Nevertheless, after nearly four decades of exhaustive research, Rines really has absolutely no concrete irrefutable evidence that the creature exists. Even though he became a respected expert in Nessie, Rines has produced no skeletal remains and he has not captured a live animal and there are no tissue samples from an available dead specimen. And without solid proof, the Loch Ness Monster doesn’t exist.

But that didn’t stop Rines from asserting that global warming must have killed off Nessie. He has deduced about 100 places where he thinks the remains of this animal must be. However, it is far too convenient to blame the absence of Nessie on climate change. First of all, the bare facts must be examined.

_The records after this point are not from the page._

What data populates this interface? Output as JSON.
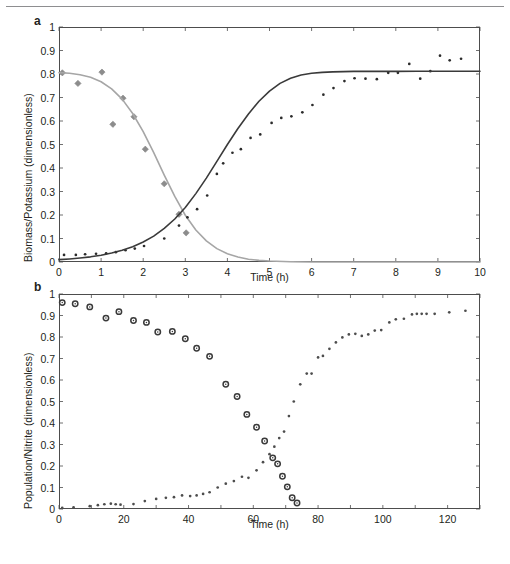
{
  "figure": {
    "panels": [
      {
        "letter": "a"
      },
      {
        "letter": "b"
      }
    ]
  },
  "chart_data": [
    {
      "type": "scatter",
      "panel": "a",
      "title": "",
      "xlabel": "Time (h)",
      "ylabel": "Biomass/Potassium (dimensionless)",
      "xlim": [
        0,
        10
      ],
      "ylim": [
        0,
        1
      ],
      "xticks": [
        0,
        1,
        2,
        3,
        4,
        5,
        6,
        7,
        8,
        9,
        10
      ],
      "xticklabels": [
        "0",
        "1",
        "2",
        "3",
        "4",
        "5",
        "6",
        "7",
        "8",
        "9",
        "10"
      ],
      "yticks": [
        0,
        0.1,
        0.2,
        0.3,
        0.4,
        0.5,
        0.6,
        0.7,
        0.8,
        0.9,
        1
      ],
      "yticklabels": [
        "0",
        "0.1",
        "0.2",
        "0.3",
        "0.4",
        "0.5",
        "0.6",
        "0.7",
        "0.8",
        "0.9",
        "1"
      ],
      "grid": false,
      "legend": "none",
      "series": [
        {
          "name": "Potassium (data)",
          "marker": "diamond",
          "color": "#8c8c8c",
          "x": [
            0.08,
            0.45,
            1.02,
            1.28,
            1.52,
            1.78,
            2.05,
            2.5,
            2.85,
            3.02
          ],
          "y": [
            0.805,
            0.76,
            0.808,
            0.586,
            0.697,
            0.618,
            0.48,
            0.333,
            0.203,
            0.124
          ]
        },
        {
          "name": "Potassium (model)",
          "marker": "line",
          "color": "#a6a6a6",
          "x": [
            0.0,
            0.25,
            0.5,
            0.75,
            1.0,
            1.25,
            1.5,
            1.75,
            2.0,
            2.25,
            2.5,
            2.75,
            3.0,
            3.25,
            3.5,
            3.75,
            4.0,
            4.25,
            4.5,
            4.75,
            5.0,
            5.5,
            6.0,
            7.0,
            8.0,
            9.0,
            10.0
          ],
          "y": [
            0.806,
            0.803,
            0.797,
            0.786,
            0.767,
            0.737,
            0.693,
            0.632,
            0.555,
            0.465,
            0.37,
            0.279,
            0.199,
            0.136,
            0.09,
            0.057,
            0.035,
            0.021,
            0.012,
            0.007,
            0.004,
            0.001,
            0.0,
            0.0,
            0.0,
            0.0,
            0.0
          ]
        },
        {
          "name": "Biomass (data)",
          "marker": "dot",
          "color": "#2b2b2b",
          "x": [
            0.12,
            0.4,
            0.62,
            0.88,
            1.12,
            1.35,
            1.58,
            1.8,
            2.02,
            2.5,
            2.85,
            3.05,
            3.28,
            3.52,
            3.75,
            3.9,
            4.12,
            4.32,
            4.55,
            4.78,
            5.05,
            5.28,
            5.52,
            5.78,
            6.02,
            6.28,
            6.52,
            6.78,
            7.02,
            7.28,
            7.55,
            7.82,
            8.05,
            8.32,
            8.58,
            8.82,
            9.05,
            9.28,
            9.55
          ],
          "y": [
            0.03,
            0.03,
            0.033,
            0.035,
            0.037,
            0.042,
            0.05,
            0.057,
            0.068,
            0.1,
            0.155,
            0.19,
            0.225,
            0.283,
            0.375,
            0.42,
            0.465,
            0.48,
            0.528,
            0.543,
            0.592,
            0.613,
            0.62,
            0.637,
            0.668,
            0.712,
            0.74,
            0.77,
            0.782,
            0.78,
            0.778,
            0.805,
            0.805,
            0.843,
            0.78,
            0.812,
            0.878,
            0.858,
            0.865
          ]
        },
        {
          "name": "Biomass (model)",
          "marker": "line",
          "color": "#3a3a3a",
          "x": [
            0.0,
            0.25,
            0.5,
            0.75,
            1.0,
            1.25,
            1.5,
            1.75,
            2.0,
            2.25,
            2.5,
            2.75,
            3.0,
            3.25,
            3.5,
            3.75,
            4.0,
            4.25,
            4.5,
            4.75,
            5.0,
            5.25,
            5.5,
            5.75,
            6.0,
            6.25,
            6.5,
            6.75,
            7.0,
            7.25,
            7.5,
            8.0,
            8.5,
            9.0,
            9.5,
            10.0
          ],
          "y": [
            0.01,
            0.013,
            0.017,
            0.022,
            0.029,
            0.038,
            0.05,
            0.065,
            0.085,
            0.11,
            0.143,
            0.183,
            0.232,
            0.291,
            0.357,
            0.428,
            0.5,
            0.568,
            0.63,
            0.684,
            0.727,
            0.76,
            0.782,
            0.796,
            0.803,
            0.807,
            0.809,
            0.81,
            0.811,
            0.811,
            0.811,
            0.811,
            0.812,
            0.812,
            0.812,
            0.812
          ]
        }
      ]
    },
    {
      "type": "scatter",
      "panel": "b",
      "title": "",
      "xlabel": "Time (h)",
      "ylabel": "Population/Nitrite (dimensionless)",
      "xlim": [
        0,
        130
      ],
      "ylim": [
        0,
        1
      ],
      "xticks": [
        0,
        20,
        40,
        60,
        80,
        100,
        120
      ],
      "xticklabels": [
        "0",
        "20",
        "40",
        "60",
        "80",
        "100",
        "120"
      ],
      "yticks": [
        0,
        0.1,
        0.2,
        0.3,
        0.4,
        0.5,
        0.6,
        0.7,
        0.8,
        0.9,
        1
      ],
      "yticklabels": [
        "0",
        "0.1",
        "0.2",
        "0.3",
        "0.4",
        "0.5",
        "0.6",
        "0.7",
        "0.8",
        "0.9",
        "1"
      ],
      "grid": false,
      "legend": "none",
      "series": [
        {
          "name": "Nitrite (data)",
          "marker": "circle",
          "color": "#3a3a3a",
          "x": [
            1,
            5,
            9.5,
            14.5,
            18.5,
            23,
            27,
            30.5,
            35,
            39,
            42.5,
            46.5,
            51.5,
            55,
            58,
            61,
            63.5,
            66,
            67.5,
            69,
            70.5,
            72,
            73.5
          ],
          "y": [
            0.96,
            0.955,
            0.94,
            0.888,
            0.918,
            0.877,
            0.868,
            0.823,
            0.826,
            0.792,
            0.748,
            0.71,
            0.58,
            0.523,
            0.44,
            0.38,
            0.316,
            0.238,
            0.21,
            0.152,
            0.103,
            0.052,
            0.028
          ]
        },
        {
          "name": "Population (data)",
          "marker": "dot",
          "color": "#4d4d4d",
          "x": [
            1,
            4.5,
            9.5,
            12,
            14,
            16,
            17.5,
            19,
            23,
            26.5,
            30,
            33,
            35.5,
            38,
            40.5,
            42.5,
            44.5,
            46.5,
            49,
            51.5,
            54,
            56.5,
            58.5,
            61,
            63,
            65,
            66.5,
            68,
            69.5,
            71,
            72.5,
            74.5,
            76.5,
            78,
            80,
            81.5,
            83.5,
            85.5,
            87.5,
            89.5,
            91.5,
            93.5,
            95.5,
            97.5,
            99.5,
            102,
            104,
            106.5,
            109,
            110.5,
            112,
            113.5,
            116,
            120.5,
            125.5
          ],
          "y": [
            0.005,
            0.008,
            0.013,
            0.018,
            0.022,
            0.025,
            0.022,
            0.02,
            0.023,
            0.037,
            0.047,
            0.052,
            0.055,
            0.063,
            0.06,
            0.063,
            0.07,
            0.078,
            0.1,
            0.118,
            0.13,
            0.15,
            0.145,
            0.18,
            0.218,
            0.255,
            0.29,
            0.33,
            0.36,
            0.432,
            0.5,
            0.58,
            0.63,
            0.63,
            0.705,
            0.712,
            0.745,
            0.775,
            0.798,
            0.812,
            0.815,
            0.805,
            0.812,
            0.83,
            0.832,
            0.868,
            0.882,
            0.885,
            0.905,
            0.908,
            0.908,
            0.908,
            0.908,
            0.915,
            0.922
          ]
        }
      ]
    }
  ]
}
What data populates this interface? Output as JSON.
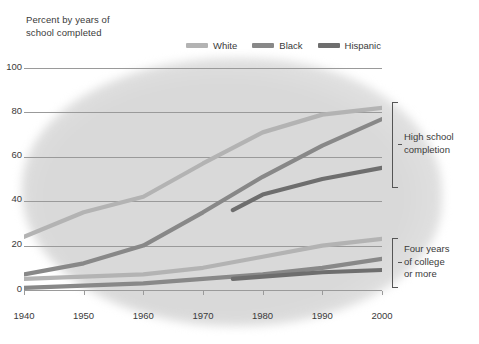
{
  "axis_title": "Percent by years of\nschool completed",
  "axis_title_line1": "Percent by years of",
  "axis_title_line2": "school completed",
  "colors": {
    "white_series": "#b3b3b3",
    "black_series": "#888888",
    "hispanic_series": "#6e6e6e",
    "gridline": "#9a9a9a",
    "text": "#3a3a3a",
    "background_blob": "#d9d9d9"
  },
  "legend": {
    "items": [
      {
        "label": "White",
        "color": "#b3b3b3"
      },
      {
        "label": "Black",
        "color": "#888888"
      },
      {
        "label": "Hispanic",
        "color": "#6e6e6e"
      }
    ]
  },
  "annotations": [
    {
      "id": "high-school",
      "line1": "High school",
      "line2": "completion",
      "line3": ""
    },
    {
      "id": "college",
      "line1": "Four years",
      "line2": "of college",
      "line3": "or more"
    }
  ],
  "y_ticks": [
    "0",
    "20",
    "40",
    "60",
    "80",
    "100"
  ],
  "x_ticks": [
    "1940",
    "1950",
    "1960",
    "1970",
    "1980",
    "1990",
    "2000"
  ],
  "chart_data": {
    "type": "line",
    "title": "Percent by years of school completed",
    "xlabel": "",
    "ylabel": "Percent by years of school completed",
    "xlim": [
      1940,
      2000
    ],
    "ylim": [
      0,
      100
    ],
    "x": [
      1940,
      1950,
      1960,
      1970,
      1980,
      1990,
      2000
    ],
    "grid": true,
    "legend_position": "top-right",
    "groups": [
      {
        "name": "High school completion",
        "series": [
          {
            "name": "White",
            "color": "#b3b3b3",
            "x": [
              1940,
              1950,
              1960,
              1970,
              1980,
              1990,
              2000
            ],
            "values": [
              24,
              35,
              42,
              57,
              71,
              79,
              82
            ]
          },
          {
            "name": "Black",
            "color": "#888888",
            "x": [
              1940,
              1950,
              1960,
              1970,
              1980,
              1990,
              2000
            ],
            "values": [
              7,
              12,
              20,
              35,
              51,
              65,
              77
            ]
          },
          {
            "name": "Hispanic",
            "color": "#6e6e6e",
            "x": [
              1975,
              1980,
              1990,
              2000
            ],
            "values": [
              36,
              43,
              50,
              55
            ]
          }
        ]
      },
      {
        "name": "Four years of college or more",
        "series": [
          {
            "name": "White",
            "color": "#b3b3b3",
            "x": [
              1940,
              1950,
              1960,
              1970,
              1980,
              1990,
              2000
            ],
            "values": [
              5,
              6,
              7,
              10,
              15,
              20,
              23
            ]
          },
          {
            "name": "Black",
            "color": "#888888",
            "x": [
              1940,
              1950,
              1960,
              1970,
              1980,
              1990,
              2000
            ],
            "values": [
              1,
              2,
              3,
              5,
              7,
              10,
              14
            ]
          },
          {
            "name": "Hispanic",
            "color": "#6e6e6e",
            "x": [
              1975,
              1980,
              1990,
              2000
            ],
            "values": [
              5,
              6,
              8,
              9
            ]
          }
        ]
      }
    ]
  }
}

In geological terms, Loch Ness is practically a brand new lake. It was created by the last ice age approximately 10,000 years ago in which retreating glaciers dug out this enormously deep fissure in the earth. And prior to its formation, its present day location was frozen solid for about 20,000 years. So in other words, this deep water lake has not always been Loch Ness for the past millions of years.

So if Nessie is a plesiosaur or some kind of prehistoric water-borne reptile, then it must have recently migrated to Scotland sometime within the past 10,000 years.

Now the global warming explanation is rather dubious.

Given that researchers think that the Loch Ness Monster is descended from dinosaurs or some other kind of prehistoric lizard, then it has to be a very hardy creature to be able to survive the past few millenniums.

Unbeknownst to a lot of global warming activists, climate change is the norm for the planet. There is no such thing as a normal or average temperature.

The global warming of this planet for the past couple of decades is miniscule at best. The Medieval Climate Optimum occurred from about the tenth century and lasted until the fourteenth century. During those centuries, Vikings raised livestock and grew crops in Greenland and grapes were cultivated in Britain. It was a very warm period for the planet which was subsequently followed by the Little Ice Age which also lasted for a few centuries.

And several thousand years before the Medieval Climate Optimum, there was another great period of global warming known as the Holocene Climate Optimum which may have lasted for thousands of years.

If Nessie was able to weather through both Optimums of tremendous warming that lasted for centuries as well as survive the brutally harsh Little Ice Age which froze over the River Thames in London, then it would be a safe bet to assume that a couple of decades of very modest temperature increases ought to be no sweat. After all, the polar bears made it through both intensely warm Optimums so why couldn’t Nessie?

The real problem is that no proof means that it doesn’t exist. And if something hasn’t been proven, then it is useless to speculate on any possible reasons for its demise.

I have an open mind for about anything in our physical universe but I also use rational thought and reason so I have to be presented with convincing incontrovertible evidence about the existence of the Loch Ness Monster. So until that happens, Nessie is a fine legend but global warming killing off this animal makes for absurd comedy.